On Jan 22, 3:34 am, TP <tribulati...@paralleles.invalid> wrote:
> >     for index, record in enumerate(l):
> >         if record['title'] == 'ti':
> >             l.pop(index)
>
> Ok, I will use this solution. But it is less pythonic than list
> comprehensions.

Are you asking if it's less pythonic, or asserting? Because you'll
find a lot of disagreement here: list comprehensions are used for
constructing lists, not manipulating them.

> Perhaps you mean rather:
>
> l = [d for d in l if d['title'] != 'ti']
> ?

You are correct. I should never post past 3am :)

> In fact, in my case, in cannot use this simple solution, because there are
> other fields in each dictionary, not only 2. I was not clear in my post.
> So my list is rather:
> l=[{"title":"to", "color":"blue", "value":2}
> {"title":"ti", "color":"red", "value":"coucou"}]

I still find this a lot simpler:

  records = {'to': {'color': 'blue', 'value': '2'}, 'ti': {'color':
'red', 'value': 'coucou'}}

> > It's always better to design for what you know you need, not what you
> > may possibly need in the future.
>
> Ok. Do all the programmers agree with this principle?

Have you seen the size of some of the threads here? It's hard to get
two programmers to agree on variable names... :) But it's a practice
that has served me well and it even has a catchy name[1]. Getting what
you -need- to work is effort enough, if you don't have a definite use
case for a feature then how do you know you've implemented it
correctly? Write it when you need it.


| What is needed |
Beginning with the line that includes "What do you see at coordinates (509, 357)" and ending with the last line of the entries below, set down each line exactly; include no pictures.

Saved entries
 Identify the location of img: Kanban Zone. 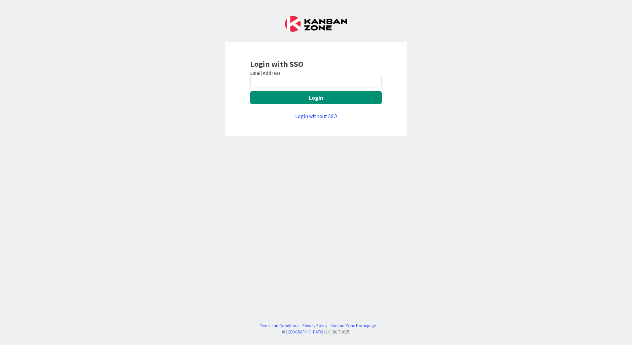
(316, 24).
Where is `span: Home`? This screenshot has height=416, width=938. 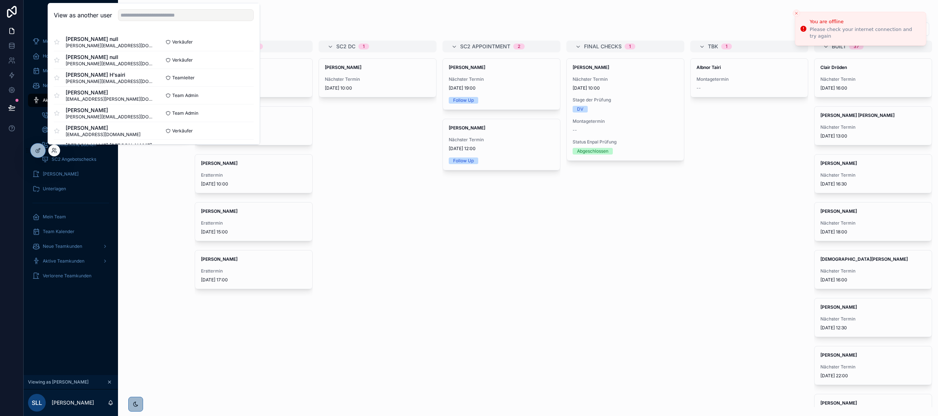 span: Home is located at coordinates (49, 56).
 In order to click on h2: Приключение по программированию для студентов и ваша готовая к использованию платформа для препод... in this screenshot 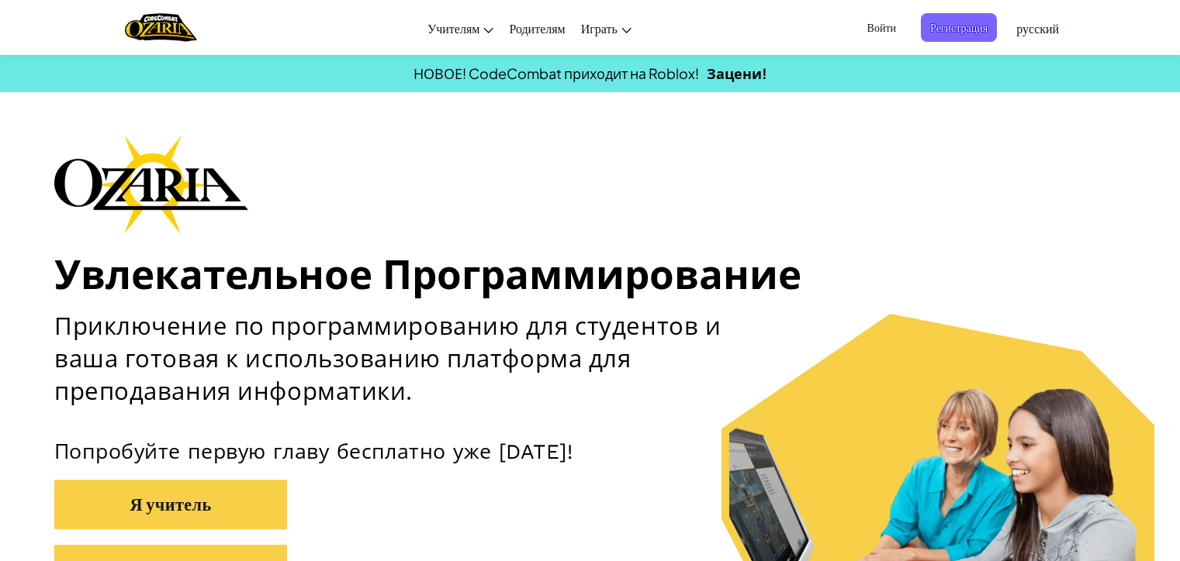, I will do `click(413, 358)`.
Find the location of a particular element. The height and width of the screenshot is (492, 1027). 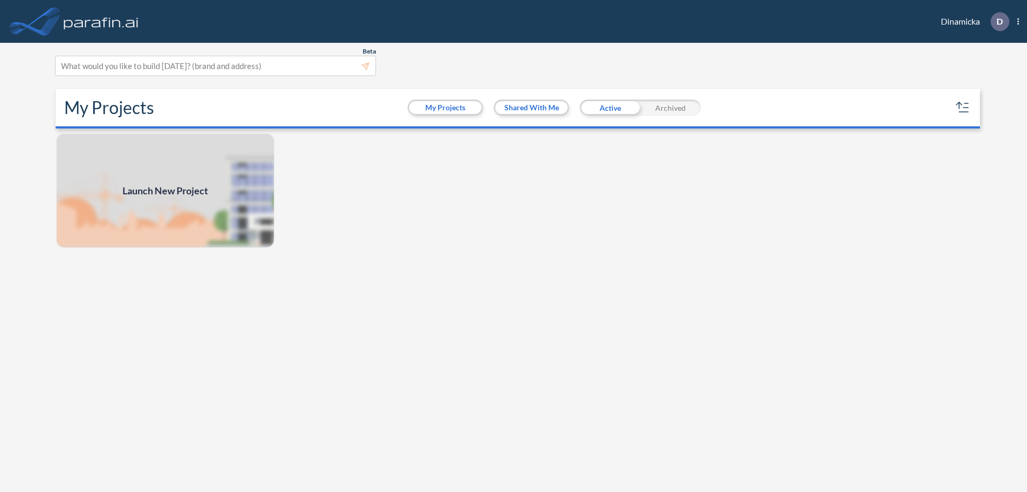

button: My Projects is located at coordinates (445, 108).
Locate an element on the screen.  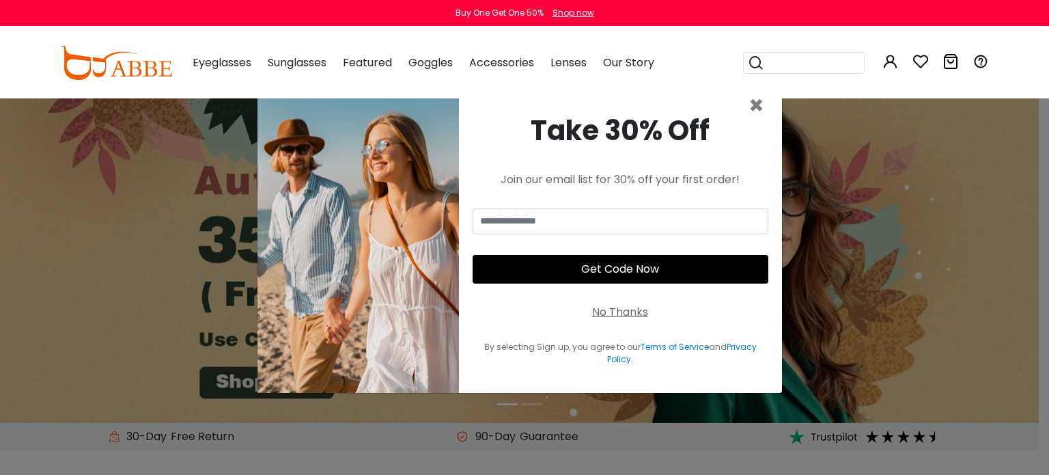
div: Buy One Get One 50% is located at coordinates (499, 13).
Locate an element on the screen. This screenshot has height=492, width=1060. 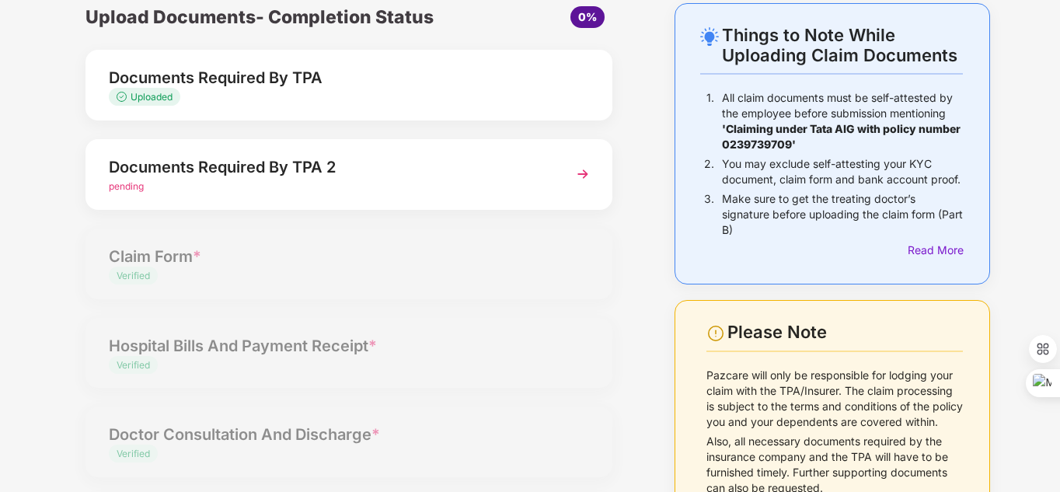
img: svg+xml;base64,PHN2ZyBpZD0iV2FybmluZ18tXzI0eDI0IiBkYXRhLW5hbWU9Ildhcm5pbmcgLSAyNHgyNCIgeG1sbnM9Im... is located at coordinates (716, 333).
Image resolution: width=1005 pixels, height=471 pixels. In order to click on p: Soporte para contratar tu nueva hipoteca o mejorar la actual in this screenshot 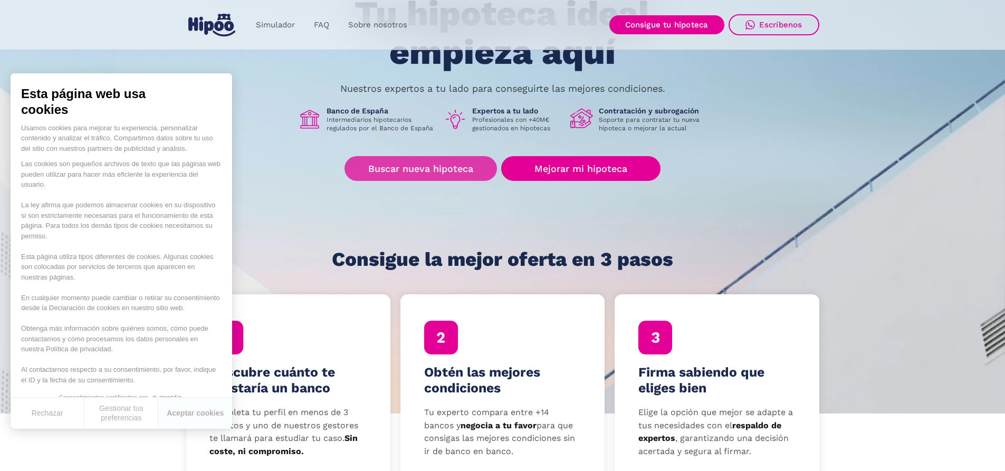, I will do `click(653, 124)`.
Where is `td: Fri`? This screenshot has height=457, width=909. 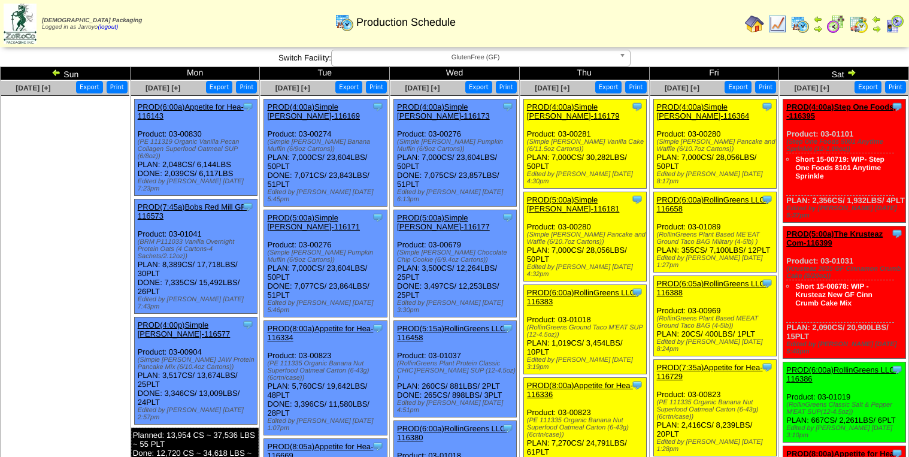
td: Fri is located at coordinates (713, 74).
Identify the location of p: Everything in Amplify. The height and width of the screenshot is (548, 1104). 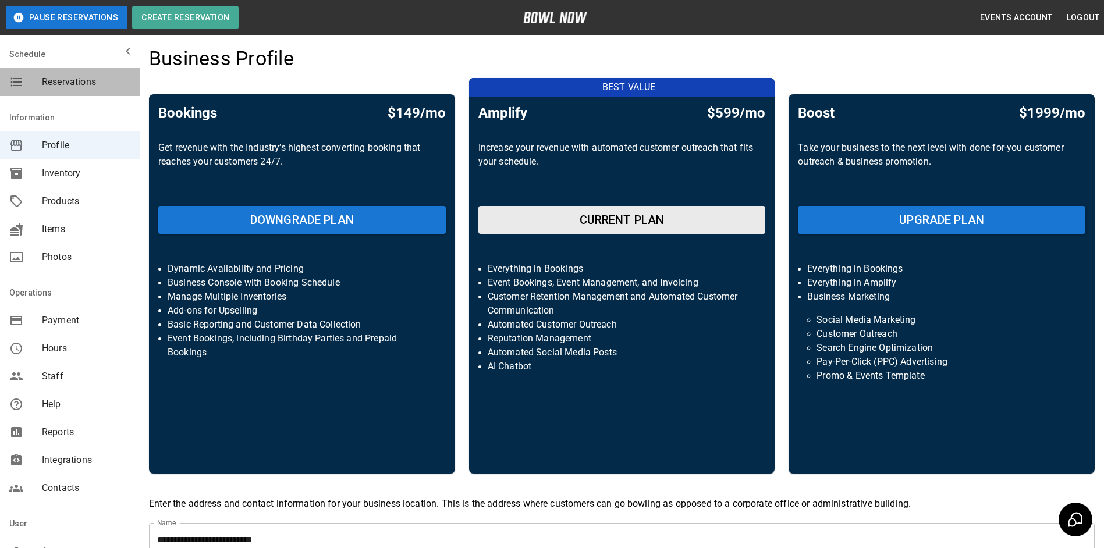
(941, 283).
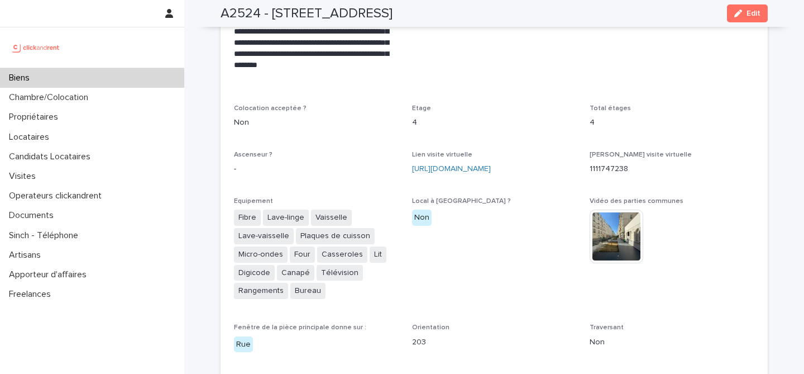  I want to click on p: 1111747238, so click(672, 169).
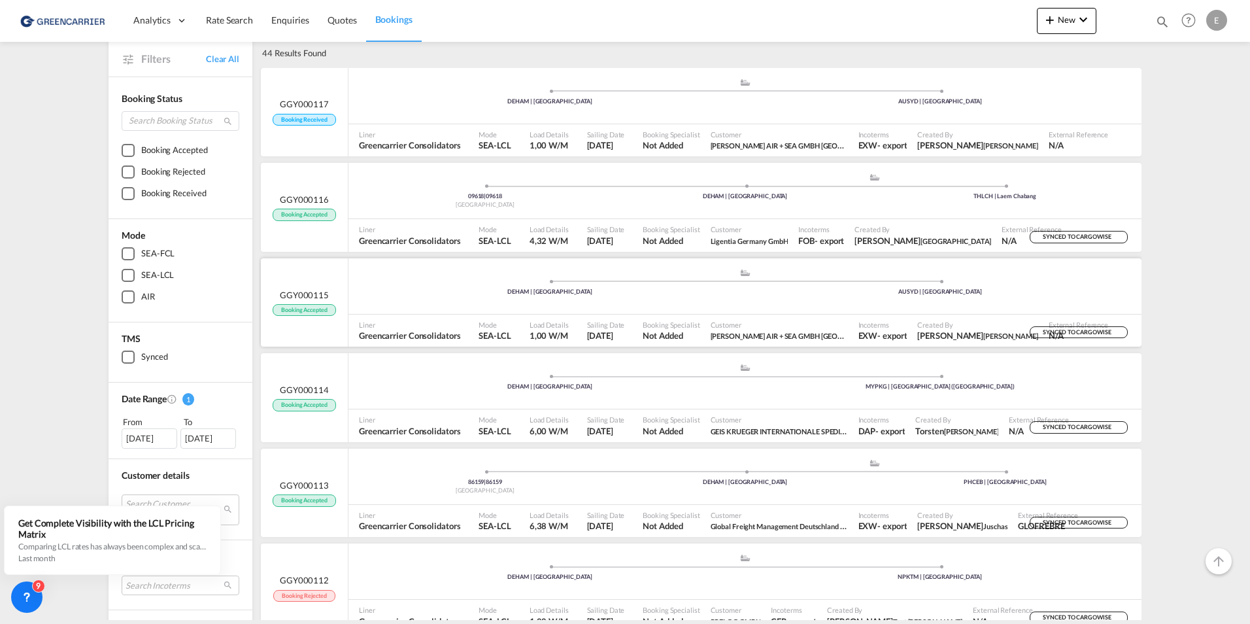 The width and height of the screenshot is (1250, 624). What do you see at coordinates (211, 422) in the screenshot?
I see `div: To` at bounding box center [211, 422].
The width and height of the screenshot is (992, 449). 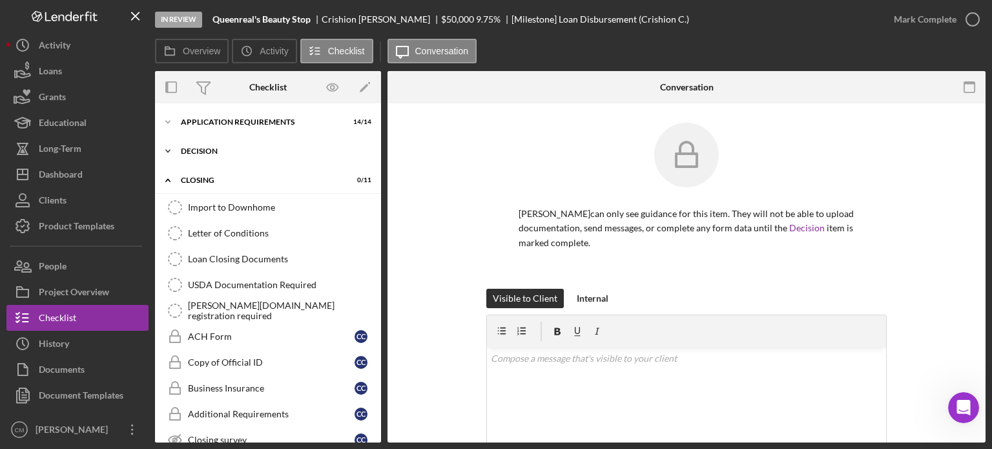 What do you see at coordinates (260, 180) in the screenshot?
I see `div: CLOSING` at bounding box center [260, 180].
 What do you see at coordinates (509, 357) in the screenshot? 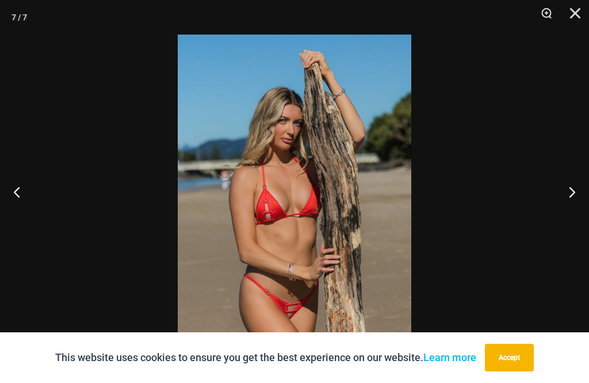
I see `button: Accept` at bounding box center [509, 357].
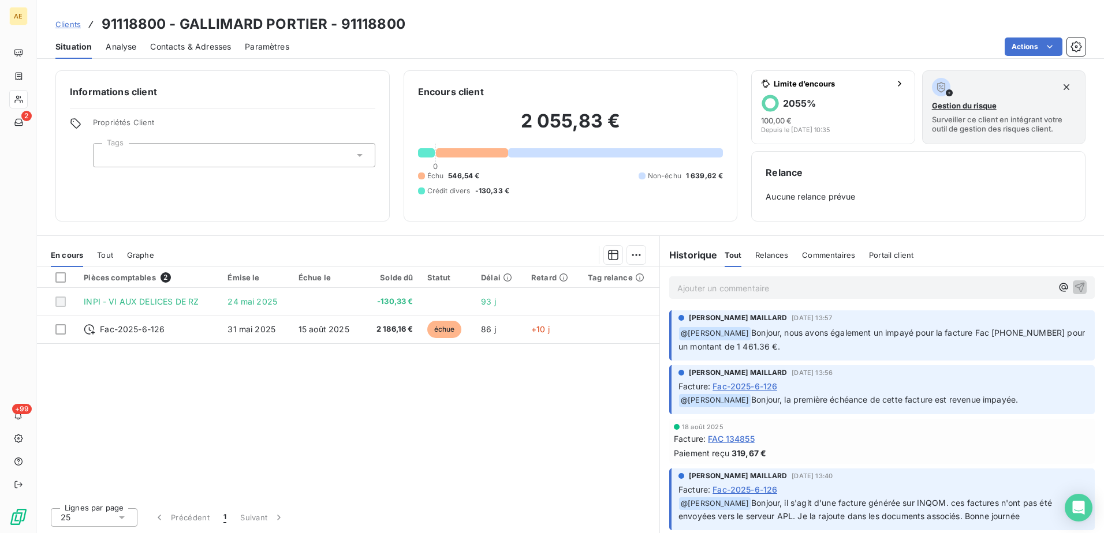 This screenshot has height=533, width=1104. I want to click on a: 2, so click(18, 122).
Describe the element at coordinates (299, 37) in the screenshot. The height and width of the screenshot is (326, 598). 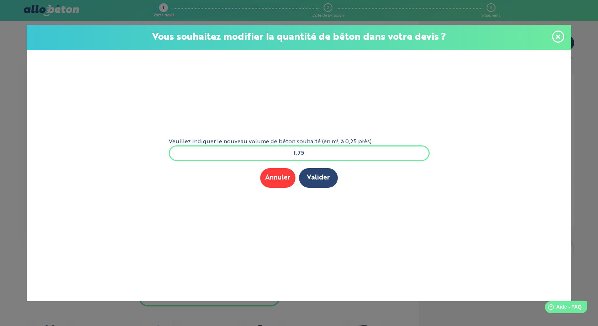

| Result below |
 What do you see at coordinates (509, 357) in the screenshot? 
I see `button: Accept` at bounding box center [509, 357].
 This screenshot has height=533, width=1104. I want to click on a: 2, so click(18, 122).
Describe the element at coordinates (299, 37) in the screenshot. The height and width of the screenshot is (326, 598). 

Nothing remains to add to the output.